MR HUMPHRIES (3.20): Madam Speaker, I seek leave to move a motion of censure of the Minister for police.

Leave granted.

MR HUMPHRIES: I thank members, and I thank you, Madam Speaker. I move:

That this house censure the Minister for police for misleading it as to the incidence of crime.

I table a copy of that motion. Madam Speaker, I want to make clear at the outset what it is that I am not doing by moving this motion. I am not suggesting that the Minister set out deliberately to mislead the Assembly as to the situation with respect to crime in the ACT. I am not suggesting that he quoted figures which were of themselves inaccurate as to the matters contained in those figures. They were not inherently false or misleading as figures put forward by the Minister on behalf of the Government. I have no reason to believe that the figures he produced at the Assembly's meeting last week concerning the six-monthly comparisons between the first six months of last financial year and the first six months of this financial year are themselves not true. As we have heard, the Assembly is not to be provided with the full briefing document which justifies those figures, but I think we can take it as read that those figures are not disputed.

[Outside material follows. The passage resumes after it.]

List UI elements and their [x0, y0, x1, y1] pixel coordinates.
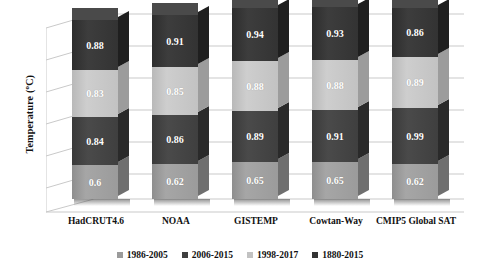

It is the contention of the Opposition that the reference to a 12 per cent decline over the two periods concerned was intended to suggest that car theft in the ACT was and is on the decline. An impression was created which is misleading in that respect because, in fact, the indications are not that there is any significant decline at all in car theft. Indeed, a distorted impression of what is going on in the ACT was created by that quoting of figures. It is also the contention of the Opposition that the Minister misled the Assembly with respect to the question of burglary rates by suggesting that an increase in burglary rates across the country matched and mirrored an increase in such crimes in the ACT. In fact, Madam Speaker, I want to indicate to the Assembly that that simply is not the case. Those are the two principal matters we bring before the Assembly.

Both statements were designed to show that the fight against crime being conducted by this Government was a fight that was somehow succeeding. The Minister was trying to throw a good light on those efforts by the Government, a better light than could reasonably be thrown by the facts. In many respects, Madam Speaker, it is true to say that basically the only good news to arise out of that brief to which the Minister referred earlier today was that information which he quoted, and that the overall picture of crime in the ACT painted by that brief and by all the other facts and figures which have come before the Assembly from time to time is very different. I believe, Madam Speaker, that to quote those figures in a sense out of context, in a way which misled us as to what was happening generally in the ACT, is reprehensible and is grounds for a motion of censure.